Of course Goebbels’ Titanic featured all the classic elements of the story: the ship putting to sea without enough lifeboats; the skipper, Edward J. Smith, ordering engines to full speed despite the warnings of icebergs; the officers and crew ushering the wealthiest passengers to safety leaving hundreds of steerage-class ticket-holders to perish. It’s all in there.
But the chief Nazi spin-doctor also saw the disaster as fertile ground upon which to fashion a narrative of British greed, hubris and folly.
The villains in the Third Reich’s rendition include everyone from crooked White Star Liner execs and incompetent officers who put thousands in peril by their desire to break speed records to haughty English first-class passengers who cravenly stampede for the lifeboats at the first sign of trouble.
Of course, the heroes and heroines of the film all just happen to be German — not the least of which is the fictional protagonist, a dashing first officer named Petersen who leaps into action when disaster strikes. Backing him up is an assortment of wholesome Volksdeutsche–type passengers who do their utmost during the crisis, while others scurry to save themselves.

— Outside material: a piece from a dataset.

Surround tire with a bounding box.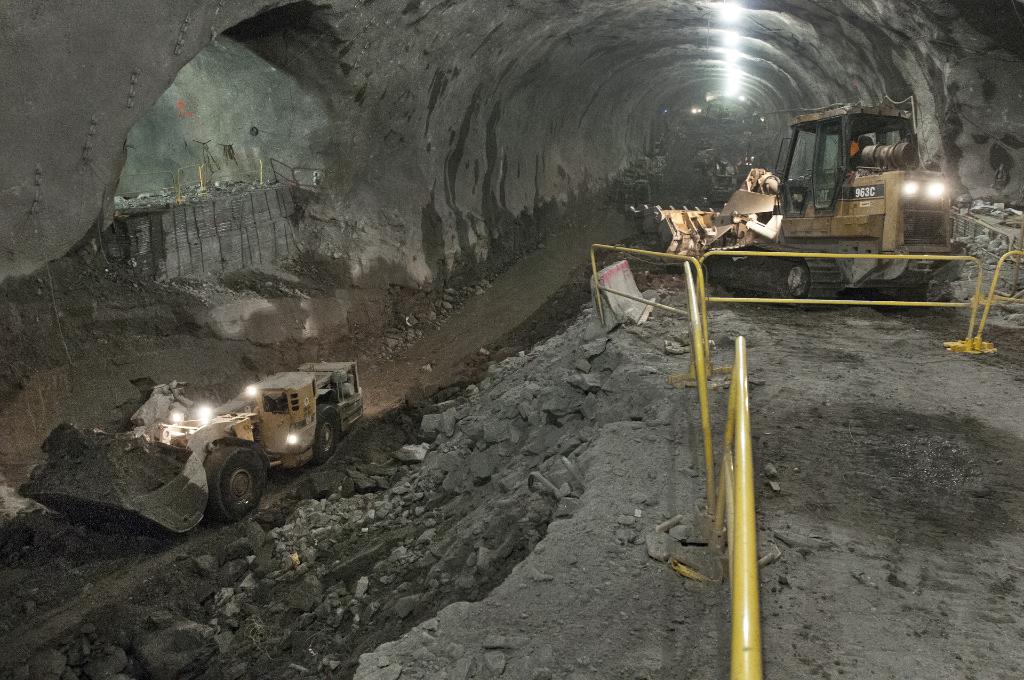
bbox=[897, 287, 929, 310].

Titanic cost Berlin an estimated 4 million Reichsmarks (roughly $180 million today) making it one of the most expensive films of the 20th Century. In fact, the movie’s final bill was proportionally greater than the price tag of the real life ship RMS Titanic, which would cost about $174 million in 2017 currency.
The movie also featured an all-star cast complete with hundreds of extras, including a number of officers and sailors of the actual Kriegsmarine. It was shot on location in the Baltic port of Gdynia, Poland using one of the largest ocean liners of Weimar Germany as the set: the SS Cap Arcona. Ironically, this stand-in ship was herself lost in the closing days of World War Two after being attacked by Allied warplanes. Tragically, the stricken vessel was carrying 5,000 concentration camp inmates and POWs.

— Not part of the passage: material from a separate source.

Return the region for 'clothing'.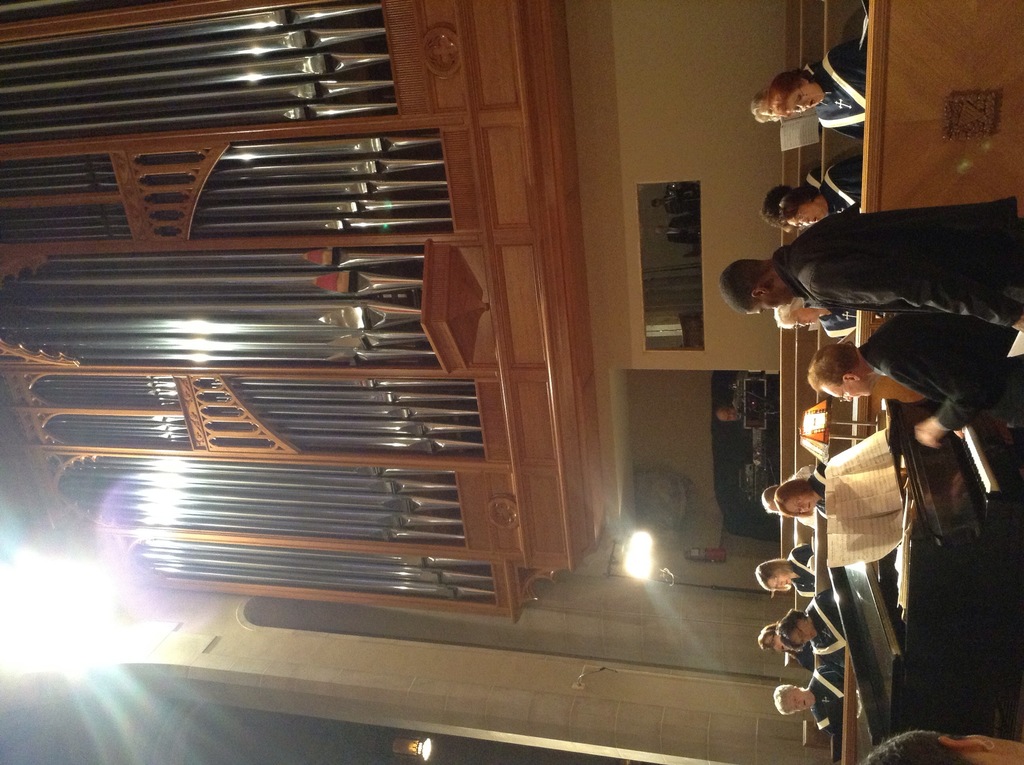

Production of Titanic, which took place in the summer of 1942, was plagued with difficulties, not the least of which was Allied bombing raids on port facilities near the filming locations. And the problems didn’t end there. The German naval officers who acted as the movie’s technical advisors spent much of their time on set romancing the female cast members, something that drove the director, Herbert Selpin, to distraction.
During one heated blowout, the 38-year-old filmmaker launched into tirade blaming the project’s many problems on the military and even the Nazi regime itself. He was subsequently denounced by the movie’s screenwriter and arrested. After refusing to atone to for his outburst, Selpin was later found hanging in his cell by his own suspenders in an apparent suicide. It was widely rumoured in the German film community that Gestapo agents, acting on Goebbels’ personal orders, strangled Selpin and then strung up his corpse. A new director was assigned to the project and the film was completed and ready for release in November, 1943.
Amazingly, the Nazi Titanic would never be seen by German audiences, at least not in wartime. After a premiere in Paris, Berlin suddenly had second thoughts about the film and banned it before it went into general release. Third Reich officials felt the dark visuals of civilians dying by the hundreds in the darkness might upset German audiences, many of whom faced the nightly horrors of Allied bombings. Instead, Nazi filmmakers spent the rest of the war shooting more uplifting tales to rally flagging spirits on the home front.
Titanic would only find mass audiences as a bizarre propaganda artifact of World War Two. The movie was screened as such in the Communist Bloc throughout the 1950s. Later, British filmmakers recycled some of its footage for the landmark 1958 epic A Night To Remember, supposedly the definitive movie on the sinking until James Cameron’s 1997 epic. The Nazi Titanic would reappear in its entirety as a home video release in Germany in 1992 and then as a remastered DVD in 2005.
Ironically, the picture made its biggest splash in 2012 for the 100th anniversary of the actual sinking when the British Film Institute organized a screening in London as part of a larger festival of Titanic movies.